Stored entries

=====

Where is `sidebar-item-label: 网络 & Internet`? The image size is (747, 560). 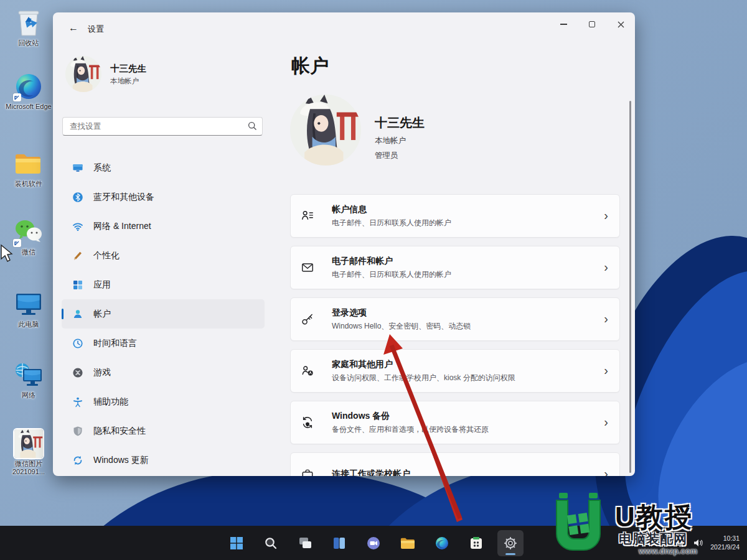 sidebar-item-label: 网络 & Internet is located at coordinates (122, 226).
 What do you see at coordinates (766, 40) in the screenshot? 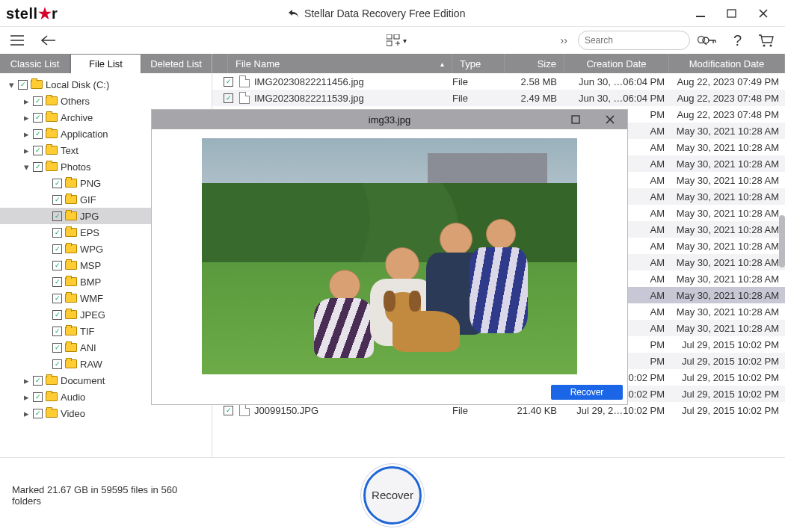
I see `cart-icon` at bounding box center [766, 40].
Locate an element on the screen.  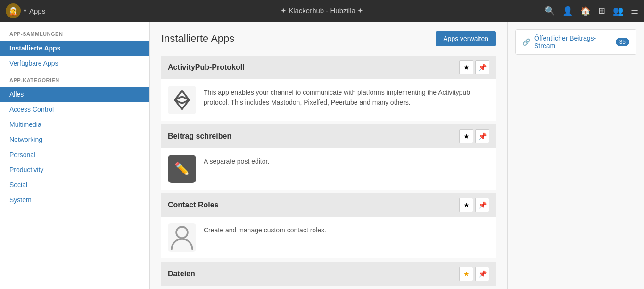
sidebar-item-social: Social is located at coordinates (74, 185).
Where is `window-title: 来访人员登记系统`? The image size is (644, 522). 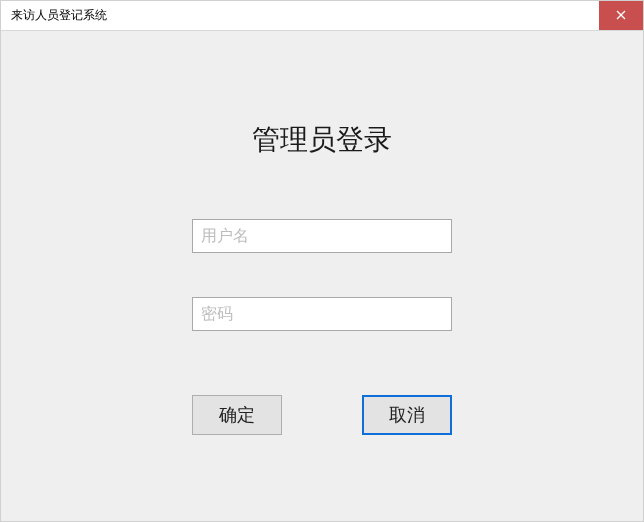 window-title: 来访人员登记系统 is located at coordinates (59, 16).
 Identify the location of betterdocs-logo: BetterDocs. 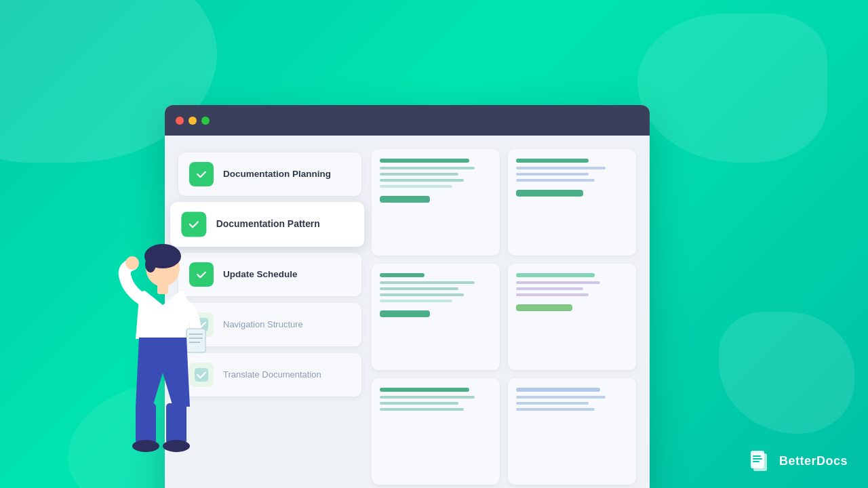
(796, 461).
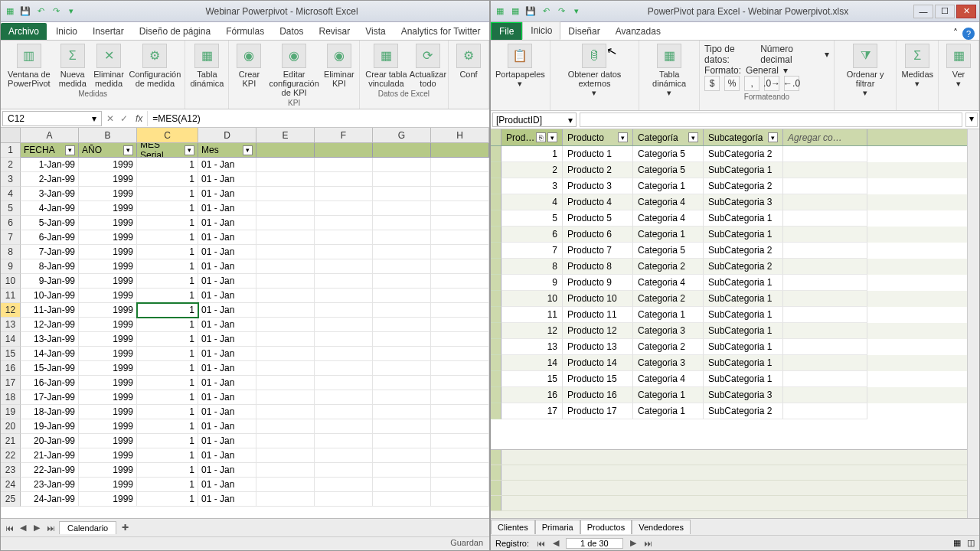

=====

▶ **INSTRUCTIONS TO FOLLOW**
Exactly the lines from the one that contains "Identify the location" to the last line of the data, both included, should be set down, and no pictures should appear among them.

▶ **ANSWER BOX**
 Identify the location of betterdocs-logo: BetterDocs. 
(796, 461).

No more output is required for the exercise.